Driving in this country, one may be forgiven for wondering just why one is expected to get out of the way whenever a car with government plates and a single blue flashing light appears — and, as a rule, approaches at extraordinary speed — in the rearview mirror.

Traffic laws don’t really spell out the special rights accorded to such cars; in addition, we know that many of the flashing lights and accompanying rude-sounding horns are installed by car owners without the requisite permits. But now there is a very good reason for getting out of the way of such cars: If you don’t, you could face jail time.

Oleg Shcherbinsky, a driver in the Altai region, was sentenced to four years in a labor settlement for the crime of not getting out of the way fast enough when a car carrying the regional governor approached. The governor’s Mercedes tried to pass Shcherbinsky’s Toyota at a reported speed of 200 kilometers per hour, but sideswiped him and flew off the road. Three people, including the governor, were killed. Whose fault was this? According to the court, it was Shcherbinsky’s.

How is it possible that a driver who was stopped (he was waiting to turn) in his own rightful lane was guilty of causing the death of people traveling in a car going twice the speed limit? The court ruled that the governor had a right to exceed the speed limit because he was in a rush to make it to a previously scheduled event. That is the incomprehensible legal reasoning. But what’s really fascinating is the philosophy behind this reasoning, and this sentence.

Russian officials believe they are immortal. They can drive at 200 kmph down bad roads, wearing no seatbelts, swerving in and out of oncoming traffic, and expect to survive. Or they can order pilots to fly in inclement weather — as Governor Alexander Lebed reportedly did the day he died in a helicopter crash (the pilots were sentenced to three and four years in prison). And if one of these officials dies in spite of all his special privileges, then it must be someone else’s fault — and that someone must be punished.

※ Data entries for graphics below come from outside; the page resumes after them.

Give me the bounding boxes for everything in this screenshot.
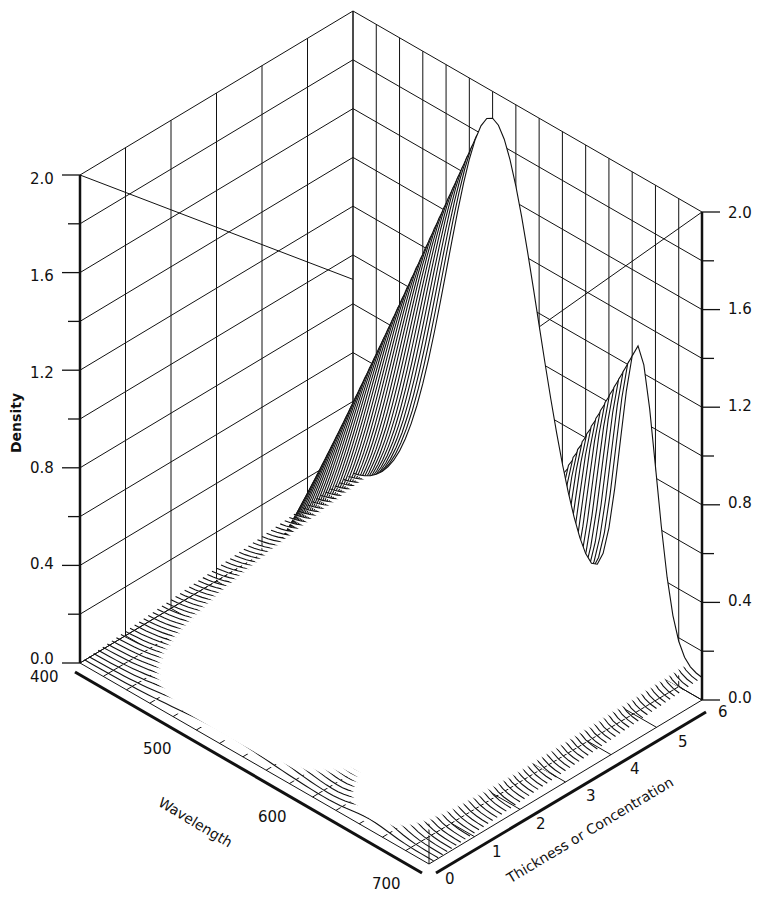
z-tick-right-0.8: 0.8: [728, 494, 752, 512]
z-tick-left-1.2: 1.2: [30, 364, 54, 382]
y-tick-1: 1: [492, 843, 502, 861]
x-tick-700: 700: [372, 875, 401, 893]
grid-line: [353, 60, 702, 261]
chart-3d-surface: 2.0 1.6 1.2 0.8 0.4 0.0 2.0 1.6 1.2 0.8 …: [0, 0, 760, 901]
y-tick-3: 3: [586, 787, 596, 805]
y-tick-4: 4: [630, 760, 640, 778]
y-tick-5: 5: [678, 733, 688, 751]
x-tick-500: 500: [143, 740, 172, 758]
z-tick-left-1.6: 1.6: [30, 267, 54, 285]
z-tick-right-1.2: 1.2: [728, 397, 752, 415]
z-tick-left-0.4: 0.4: [30, 555, 54, 573]
z-tick-left-2.0: 2.0: [30, 170, 54, 188]
z-tick-right-1.6: 1.6: [728, 300, 752, 318]
y-tick-6: 6: [718, 703, 728, 721]
y-tick-2: 2: [536, 815, 546, 833]
z-tick-right-0.0: 0.0: [728, 689, 752, 707]
z-axis-title: Density: [8, 393, 24, 453]
x-tick-600: 600: [258, 808, 287, 826]
z-tick-right-2.0: 2.0: [728, 204, 752, 222]
grid-line: [353, 11, 702, 212]
z-tick-left-0.8: 0.8: [30, 459, 54, 477]
y-tick-0: 0: [445, 870, 455, 888]
z-tick-left-0.0: 0.0: [30, 650, 54, 668]
plot-area: [0, 0, 760, 901]
x-tick-400: 400: [30, 668, 59, 686]
z-tick-right-0.4: 0.4: [728, 592, 752, 610]
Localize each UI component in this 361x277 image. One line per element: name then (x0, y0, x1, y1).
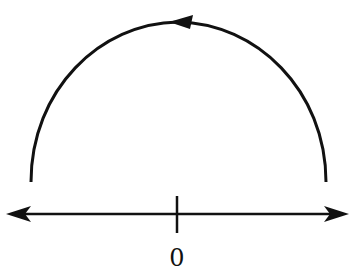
diagram-svg (0, 0, 361, 277)
arc-arrowhead-icon (169, 15, 193, 29)
origin-label: 0 (169, 246, 184, 270)
semicircle-arc (31, 22, 326, 182)
diagram-canvas: 0 (0, 0, 361, 277)
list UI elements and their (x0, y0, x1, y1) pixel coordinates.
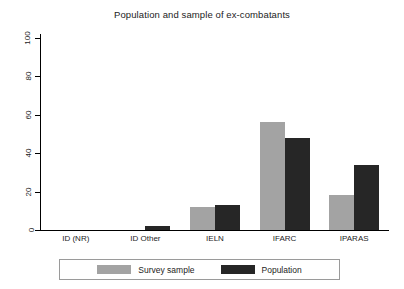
y-axis-tick-label: 20 (0, 185, 34, 199)
bar-population (354, 165, 379, 230)
bar-population (145, 226, 170, 230)
bar-population (285, 138, 310, 230)
y-axis-tick-label: 80 (0, 69, 34, 83)
y-axis-tick-label: 0 (0, 223, 34, 237)
legend-swatch-population (221, 265, 255, 274)
legend-label-population: Population (262, 265, 302, 275)
x-axis-label: ID (NR) (36, 234, 116, 243)
legend-swatch-survey-sample (97, 265, 131, 274)
y-axis-tick-label: 40 (0, 146, 34, 160)
x-axis-label: IPARAS (314, 234, 394, 243)
legend-entry-population: Population (221, 265, 302, 275)
y-axis-tick-label: 100 (0, 31, 34, 45)
legend-entry-survey-sample: Survey sample (97, 265, 194, 275)
bar-survey-sample (260, 122, 285, 230)
x-axis-label: IFARC (245, 234, 325, 243)
plot-area (41, 38, 389, 230)
chart-title: Population and sample of ex-combatants (0, 9, 404, 20)
x-axis-label: ID Other (105, 234, 185, 243)
bar-chart: Population and sample of ex-combatants 0… (0, 0, 404, 289)
y-axis-tick-label: 60 (0, 108, 34, 122)
bar-survey-sample (329, 195, 354, 230)
x-axis-label: IELN (175, 234, 255, 243)
chart-legend: Survey sample Population (59, 259, 340, 280)
bar-population (215, 205, 240, 230)
bar-survey-sample (190, 207, 215, 230)
legend-label-survey-sample: Survey sample (138, 265, 194, 275)
x-axis-line (41, 230, 389, 231)
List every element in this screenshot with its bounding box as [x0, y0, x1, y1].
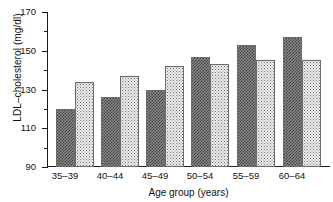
bar-dark-45-49	[146, 90, 165, 168]
y-tick-minor-100	[44, 148, 47, 149]
bars-layer	[48, 12, 330, 167]
y-tick-label-130: 130	[20, 85, 36, 95]
y-tick-minor-140	[44, 70, 47, 71]
bar-dark-40-44	[101, 97, 120, 167]
y-tick-minor-160	[44, 31, 47, 32]
y-tick-110: 110	[42, 128, 47, 129]
bar-dark-55-59	[237, 45, 256, 167]
x-axis-tick-labels: 35–39 40–44 45–49 50–54 55–59 60–64	[47, 171, 330, 185]
bar-light-40-44	[120, 76, 139, 167]
ldl-cholesterol-bar-chart: LDL–cholesterol (mg/dl) 170 150 130 110 …	[0, 0, 333, 202]
bar-dark-35-39	[56, 109, 75, 167]
y-tick-150: 150	[42, 51, 47, 52]
y-tick-130: 130	[42, 90, 47, 91]
plot-area: 170 150 130 110 90	[47, 12, 330, 167]
bar-light-60-64	[302, 60, 321, 167]
y-axis-title: LDL–cholesterol (mg/dl)	[12, 0, 23, 143]
y-tick-label-110: 110	[21, 124, 36, 134]
y-tick-label-170: 170	[20, 7, 36, 17]
y-tick-minor-120	[44, 109, 47, 110]
y-tick-90: 90	[42, 167, 47, 168]
bar-dark-60-64	[283, 37, 302, 167]
bar-light-45-49	[165, 66, 184, 167]
bar-dark-50-54	[191, 57, 210, 167]
bar-light-55-59	[256, 60, 275, 167]
x-tick-label-60-64: 60–64	[264, 171, 320, 181]
y-tick-170: 170	[42, 12, 47, 13]
y-tick-label-150: 150	[20, 46, 36, 56]
bar-light-50-54	[210, 64, 229, 167]
y-tick-label-90: 90	[25, 162, 36, 172]
x-axis-title: Age group (years)	[47, 187, 330, 198]
bar-light-35-39	[75, 82, 94, 167]
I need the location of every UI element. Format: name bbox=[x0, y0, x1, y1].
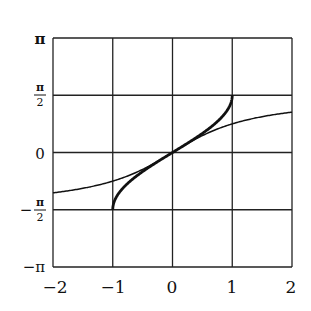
y-tick-neg-half-pi: − π 2 bbox=[20, 196, 46, 224]
function-plot: π π 2 0 − π 2 −π −2 −1 0 1 2 bbox=[0, 0, 311, 311]
y-tick-neg-half-pi-sign: − bbox=[20, 201, 33, 219]
x-tick-neg1: −1 bbox=[100, 277, 125, 297]
y-tick-zero: 0 bbox=[35, 145, 45, 163]
x-tick-2: 2 bbox=[286, 277, 297, 297]
y-tick-neg-pi: −π bbox=[23, 258, 46, 276]
x-tick-0: 0 bbox=[167, 277, 178, 297]
y-tick-neg-half-pi-denominator: 2 bbox=[37, 211, 44, 224]
y-tick-half-pi-denominator: 2 bbox=[37, 96, 44, 109]
y-tick-pi: π bbox=[35, 30, 46, 48]
x-tick-1: 1 bbox=[227, 277, 238, 297]
y-tick-half-pi: π 2 bbox=[34, 81, 46, 109]
y-tick-neg-half-pi-numerator: π bbox=[36, 196, 44, 209]
y-tick-half-pi-numerator: π bbox=[36, 81, 44, 94]
x-tick-neg2: −2 bbox=[42, 277, 67, 297]
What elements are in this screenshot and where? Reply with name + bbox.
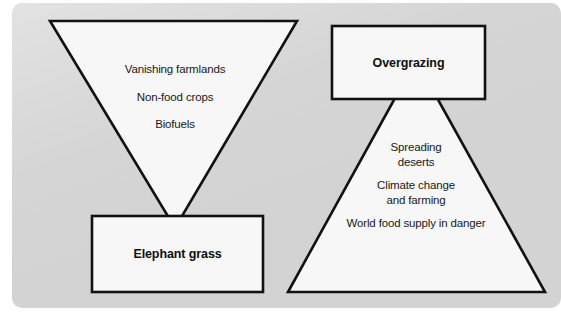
triangle-text-line: Climate change [296, 178, 536, 193]
box-label-overgrazing: Overgrazing [332, 26, 485, 99]
inverted-triangle-text-group: Vanishing farmlands Non-food crops Biofu… [63, 62, 287, 133]
triangle-text-line: Non-food crops [63, 90, 287, 106]
triangle-text-line: and farming [296, 193, 536, 208]
upright-triangle-text-group: Spreading deserts Climate change and far… [296, 140, 536, 231]
triangle-text-line: deserts [296, 155, 536, 170]
box-label-elephant-grass: Elephant grass [92, 216, 263, 292]
triangle-text-line: Vanishing farmlands [63, 62, 287, 78]
diagram-canvas: Vanishing farmlands Non-food crops Biofu… [0, 0, 561, 319]
triangle-text-line: Spreading [296, 140, 536, 155]
triangle-text-line: Biofuels [63, 117, 287, 133]
triangle-text-line: World food supply in danger [296, 216, 536, 231]
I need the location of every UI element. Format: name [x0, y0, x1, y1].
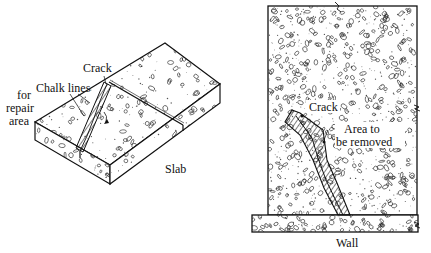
aggregate-speck: [146, 91, 147, 92]
aggregate-speck: [90, 89, 91, 90]
aggregate-speck: [401, 89, 402, 90]
aggregate-speck: [384, 185, 385, 186]
aggregate-stone: [144, 173, 148, 178]
aggregate-speck: [386, 200, 387, 201]
aggregate-speck: [365, 10, 366, 11]
aggregate-speck: [371, 180, 372, 181]
aggregate-speck: [51, 45, 52, 46]
aggregate-stone: [189, 52, 193, 57]
aggregate-speck: [411, 64, 412, 65]
aggregate-speck: [93, 182, 94, 183]
aggregate-speck: [303, 93, 304, 94]
aggregate-speck: [209, 154, 210, 155]
aggregate-speck: [122, 165, 123, 166]
aggregate-speck: [175, 144, 176, 145]
aggregate-speck: [394, 209, 395, 210]
aggregate-speck: [127, 97, 128, 98]
aggregate-speck: [54, 107, 55, 108]
aggregate-speck: [95, 167, 96, 168]
aggregate-speck: [387, 104, 388, 105]
aggregate-speck: [294, 65, 295, 66]
aggregate-speck: [285, 167, 286, 168]
aggregate-speck: [338, 167, 339, 168]
aggregate-speck: [277, 79, 278, 80]
aggregate-speck: [285, 96, 286, 97]
aggregate-speck: [171, 102, 172, 103]
aggregate-speck: [358, 196, 359, 197]
aggregate-speck: [285, 98, 286, 99]
aggregate-speck: [406, 101, 407, 102]
aggregate-speck: [311, 114, 312, 115]
aggregate-stone: [185, 150, 190, 155]
aggregate-speck: [406, 14, 407, 15]
aggregate-speck: [281, 171, 282, 172]
aggregate-speck: [210, 83, 211, 84]
aggregate-speck: [366, 23, 367, 24]
aggregate-speck: [145, 163, 146, 164]
aggregate-stone: [181, 146, 188, 153]
aggregate-speck: [77, 64, 78, 65]
aggregate-speck: [293, 104, 294, 105]
aggregate-speck: [121, 181, 122, 182]
aggregate-speck: [268, 143, 269, 144]
aggregate-speck: [409, 172, 410, 173]
aggregate-speck: [380, 113, 381, 114]
aggregate-speck: [99, 150, 100, 151]
aggregate-speck: [59, 127, 60, 128]
aggregate-speck: [303, 9, 304, 10]
aggregate-speck: [412, 150, 413, 151]
aggregate-speck: [369, 68, 370, 69]
aggregate-speck: [332, 118, 333, 119]
aggregate-speck: [315, 197, 316, 198]
aggregate-speck: [181, 44, 182, 45]
aggregate-stone: [52, 164, 56, 167]
aggregate-speck: [373, 44, 374, 45]
aggregate-speck: [268, 78, 269, 79]
aggregate-speck: [274, 49, 275, 50]
aggregate-speck: [280, 159, 281, 160]
aggregate-speck: [416, 179, 417, 180]
aggregate-speck: [114, 139, 115, 140]
aggregate-speck: [349, 227, 350, 228]
aggregate-speck: [269, 94, 270, 95]
aggregate-speck: [290, 21, 291, 22]
aggregate-speck: [127, 71, 128, 72]
aggregate-speck: [314, 193, 315, 194]
aggregate-speck: [192, 46, 193, 47]
aggregate-speck: [268, 100, 269, 101]
aggregate-speck: [281, 10, 282, 11]
aggregate-stone: [155, 152, 160, 157]
aggregate-speck: [404, 18, 405, 19]
aggregate-speck: [64, 163, 65, 164]
aggregate-speck: [139, 65, 140, 66]
aggregate-speck: [343, 8, 344, 9]
aggregate-speck: [389, 190, 390, 191]
aggregate-speck: [329, 51, 330, 52]
aggregate-speck: [300, 13, 301, 14]
aggregate-speck: [395, 229, 396, 230]
aggregate-speck: [415, 116, 416, 117]
aggregate-speck: [293, 83, 294, 84]
aggregate-speck: [270, 177, 271, 178]
chalk-lines-label: Chalk lines: [36, 81, 91, 95]
aggregate-speck: [410, 206, 411, 207]
aggregate-speck: [324, 79, 325, 80]
aggregate-speck: [374, 70, 375, 71]
aggregate-speck: [61, 72, 62, 73]
aggregate-stone: [197, 122, 203, 128]
aggregate-speck: [330, 11, 331, 12]
aggregate-speck: [394, 24, 395, 25]
aggregate-speck: [320, 9, 321, 10]
aggregate-stone: [135, 168, 139, 172]
aggregate-speck: [340, 225, 341, 226]
aggregate-speck: [306, 187, 307, 188]
aggregate-speck: [403, 35, 404, 36]
aggregate-speck: [92, 142, 93, 143]
aggregate-speck: [206, 122, 207, 123]
aggregate-speck: [353, 15, 354, 16]
aggregate-speck: [268, 127, 269, 128]
wall-area-label-line1: Area to: [344, 122, 380, 136]
aggregate-speck: [380, 72, 381, 73]
aggregate-speck: [348, 111, 349, 112]
aggregate-speck: [252, 216, 253, 217]
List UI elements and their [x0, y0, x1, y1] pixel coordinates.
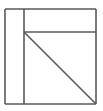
geometric-figure — [0, 0, 103, 111]
figure-canvas — [0, 0, 103, 111]
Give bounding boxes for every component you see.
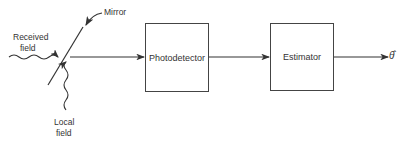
estimator-block: Estimator: [270, 23, 334, 91]
photodetector-block: Photodetector: [145, 23, 209, 92]
received-field-label-line1: Received: [13, 32, 48, 43]
received-field-wave: [9, 55, 58, 59]
mirror-line: [48, 27, 83, 85]
estimator-label: Estimator: [283, 52, 321, 62]
received-field-label-line2: field: [20, 43, 36, 54]
photodetector-label: Photodetector: [149, 53, 205, 63]
local-field-wave: [64, 62, 68, 110]
mirror-label: Mirror: [104, 7, 126, 18]
output-theta-hat-label: θ̂: [389, 50, 394, 61]
mirror-pointer-arrow: [86, 13, 102, 25]
local-field-label-line2: field: [56, 128, 72, 139]
local-field-label-line1: Local: [54, 117, 74, 128]
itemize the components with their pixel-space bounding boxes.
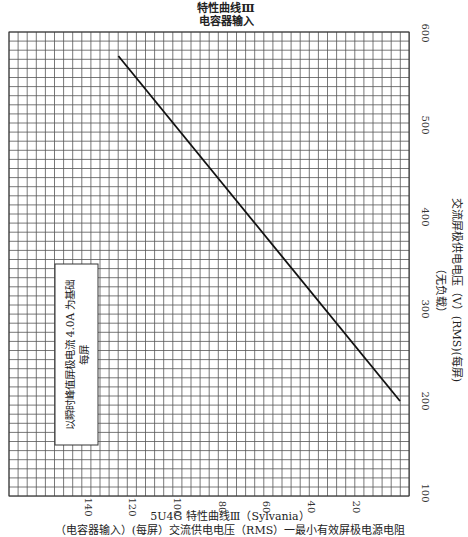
y-tick-label: 600 xyxy=(420,23,431,42)
y-axis-label-note: （无负载） xyxy=(434,180,450,400)
y-axis-label: 交流屏极供电电压（V）(RMS)(每屏) （无负载） xyxy=(434,180,466,400)
annotation-line-1: 以瞬时峰值屏极电流 4.0A 为基础 xyxy=(63,264,77,445)
x-axis-label: （电容器输入）(每屏）交流供电电压（RMS）一最小有效屏极电源电阻 xyxy=(0,524,464,537)
y-tick-label: 400 xyxy=(420,207,431,226)
y-tick-label: 100 xyxy=(420,483,431,502)
y-axis-label-main: 交流屏极供电电压（V）(RMS)(每屏) xyxy=(450,180,466,400)
annotation-line-2: 每屏 xyxy=(77,264,91,445)
series-line-capacitor-input xyxy=(118,56,400,401)
y-tick-label: 300 xyxy=(420,299,431,318)
y-tick-label: 500 xyxy=(420,115,431,134)
caption-title: 5U4G 特性曲线Ⅲ（Sylvania） xyxy=(0,510,464,523)
annotation-text: 以瞬时峰值屏极电流 4.0A 为基础 每屏 xyxy=(63,264,91,445)
y-tick-label: 200 xyxy=(420,391,431,410)
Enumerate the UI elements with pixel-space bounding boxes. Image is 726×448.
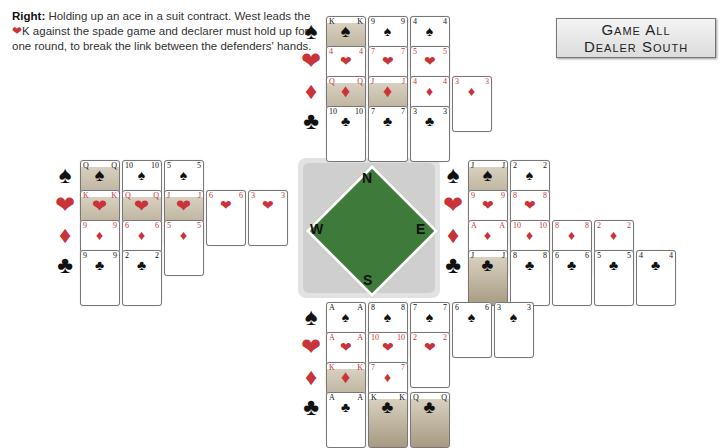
diamonds-pip-icon: ♦ (165, 227, 203, 243)
diamonds-pip-icon: ♦ (553, 227, 591, 243)
caption: Right: Holding up an ace in a suit contr… (12, 9, 312, 54)
diamonds-pip-icon: ♦ (327, 367, 365, 388)
caption-lead: Right: (12, 10, 45, 22)
hearts-icon: ❤ (298, 46, 324, 76)
clubs-pip-icon: ♣ (411, 397, 449, 418)
spades-pip-icon: ♠ (369, 309, 407, 325)
diamonds-pip-icon: ♦ (595, 227, 633, 243)
clubs-pip-icon: ♣ (511, 257, 549, 273)
spades-pip-icon: ♠ (327, 21, 365, 42)
hearts-pip-icon: ❤ (327, 339, 365, 355)
spades-pip-icon: ♠ (123, 167, 161, 183)
hearts-pip-icon: ❤ (369, 53, 407, 69)
playing-card: KK♣ (368, 392, 408, 448)
hearts-pip-icon: ❤ (511, 197, 549, 213)
south-clubs-cards: AA♣KK♣QQ♣ (326, 392, 450, 448)
diamonds-pip-icon: ♦ (453, 83, 491, 99)
hearts-pip-icon: ❤ (81, 195, 119, 217)
playing-card: QQ♣ (410, 392, 450, 448)
playing-card: 66♠ (452, 302, 492, 358)
playing-card: AA♣ (326, 392, 366, 448)
clubs-pip-icon: ♣ (327, 399, 365, 415)
west-clubs-cards: 99♣22♣ (80, 250, 162, 306)
hearts-icon: ❤ (298, 332, 324, 362)
diamonds-icon: ♦ (298, 76, 324, 106)
clubs-icon: ♣ (52, 250, 78, 280)
compass-east: E (416, 221, 425, 237)
playing-card: 88♣ (510, 250, 550, 306)
playing-card: 33♣ (410, 106, 450, 162)
playing-card: JJ♣ (468, 250, 508, 306)
diamonds-pip-icon: ♦ (369, 369, 407, 385)
spades-pip-icon: ♠ (327, 309, 365, 325)
hearts-pip-icon: ❤ (249, 197, 287, 213)
east-clubs-cards: JJ♣88♣66♣55♣44♣ (468, 250, 676, 306)
diamonds-pip-icon: ♦ (369, 81, 407, 102)
vulnerability-dealer-badge: Game All Dealer South (556, 18, 716, 58)
spades-pip-icon: ♠ (165, 167, 203, 183)
caption-text-2: K against the spade game and declarer mu… (12, 25, 312, 52)
clubs-icon: ♣ (440, 250, 466, 280)
clubs-pip-icon: ♣ (637, 257, 675, 273)
hearts-pip-icon: ❤ (207, 197, 245, 213)
playing-card: 55♦ (164, 220, 204, 276)
hearts-pip-icon: ❤ (327, 53, 365, 69)
clubs-icon: ♣ (298, 392, 324, 422)
playing-card: 99♣ (80, 250, 120, 306)
diamonds-pip-icon: ♦ (411, 83, 449, 99)
clubs-pip-icon: ♣ (327, 113, 365, 129)
playing-card: 66♣ (552, 250, 592, 306)
spades-icon: ♠ (52, 160, 78, 190)
diamonds-icon: ♦ (52, 220, 78, 250)
clubs-pip-icon: ♣ (469, 255, 507, 276)
spades-icon: ♠ (298, 302, 324, 332)
playing-card: 33♠ (494, 302, 534, 358)
compass-north: N (362, 170, 372, 186)
playing-card: 44♣ (636, 250, 676, 306)
compass-south: S (363, 272, 372, 288)
spades-pip-icon: ♠ (511, 167, 549, 183)
dealer-label: Dealer South (584, 38, 688, 55)
hearts-pip-icon: ❤ (165, 195, 203, 217)
diamonds-icon: ♦ (440, 220, 466, 250)
clubs-icon: ♣ (298, 106, 324, 136)
diamonds-pip-icon: ♦ (511, 227, 549, 243)
north-clubs-cards: 1010♣77♣33♣ (326, 106, 450, 162)
diamonds-pip-icon: ♦ (123, 227, 161, 243)
spades-pip-icon: ♠ (411, 309, 449, 325)
hearts-pip-icon: ❤ (411, 339, 449, 355)
caption-text-1: Holding up an ace in a suit contract. We… (45, 10, 310, 22)
playing-card: 22❤ (410, 332, 450, 388)
hearts-pip-icon: ❤ (369, 339, 407, 355)
diamonds-icon: ♦ (298, 362, 324, 392)
diamonds-pip-icon: ♦ (327, 81, 365, 102)
playing-card: 22♣ (122, 250, 162, 306)
playing-card: 33❤ (248, 190, 288, 246)
spades-pip-icon: ♠ (495, 309, 533, 325)
heart-icon: ❤ (12, 25, 22, 37)
hearts-pip-icon: ❤ (469, 197, 507, 213)
playing-card: 66❤ (206, 190, 246, 246)
hearts-icon: ❤ (52, 190, 78, 220)
spades-pip-icon: ♠ (369, 23, 407, 39)
clubs-pip-icon: ♣ (123, 257, 161, 273)
hearts-pip-icon: ❤ (123, 195, 161, 217)
diamonds-pip-icon: ♦ (469, 227, 507, 243)
vulnerability-label: Game All (601, 21, 670, 38)
compass: N S W E (298, 158, 440, 298)
spades-pip-icon: ♠ (411, 23, 449, 39)
diamonds-pip-icon: ♦ (81, 227, 119, 243)
clubs-pip-icon: ♣ (81, 257, 119, 273)
playing-card: 55♣ (594, 250, 634, 306)
spades-pip-icon: ♠ (453, 309, 491, 325)
spades-pip-icon: ♠ (81, 165, 119, 186)
clubs-pip-icon: ♣ (411, 113, 449, 129)
compass-west: W (310, 221, 323, 237)
spades-icon: ♠ (298, 16, 324, 46)
clubs-pip-icon: ♣ (369, 397, 407, 418)
playing-card: 77♣ (368, 106, 408, 162)
clubs-pip-icon: ♣ (369, 113, 407, 129)
playing-card: 1010♣ (326, 106, 366, 162)
clubs-pip-icon: ♣ (595, 257, 633, 273)
playing-card: 33♦ (452, 76, 492, 132)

This country has seen this phenomenon before. Back in the early 1950s, when Stalin began to show signs of aging and ill health, it was the doctors who had to be punished: So was hatched the Doctors Plot, a supposed conspiracy of Kremlin doctors who poisoned their patients. It would have been heresy to suggest, much less imagine, that the Soviet generalissimo may one day die. Now it is heresy to suggest that any one of the many generals, ministers, governors and others equipped with a special blue light may be mortal.

Contrast this with another society in which some people believe death to be optional. Americans in the middle and upper classes are firmly convinced that death may be avoided. All you have to do is wear your seatbelt, eat your vegetables, do your exercises and avoid smoking. It is easy to run afoul of all the living-right rules: You do have to keep up to date on the latest medical discoveries, keep all your belts and helmets in order, and generally be ever vigilant. But the payoff is great: The New York Times, for example, reported last year that slightly overweight people “have a lower death risk than people of normal weight.” And here you thought risk of death was the same for everyone.

It is instructive to compare the different approaches to immortality in Russia and the United States. Americans believe the trick is in following rules, making rules into laws and following those even more stringently. Russians, on the other hand, believe that the trick is in doling out punishment. That sums up broader differences between the two cultures, too.

Masha Gessen is a contributing editor at Bolshoi Gorod.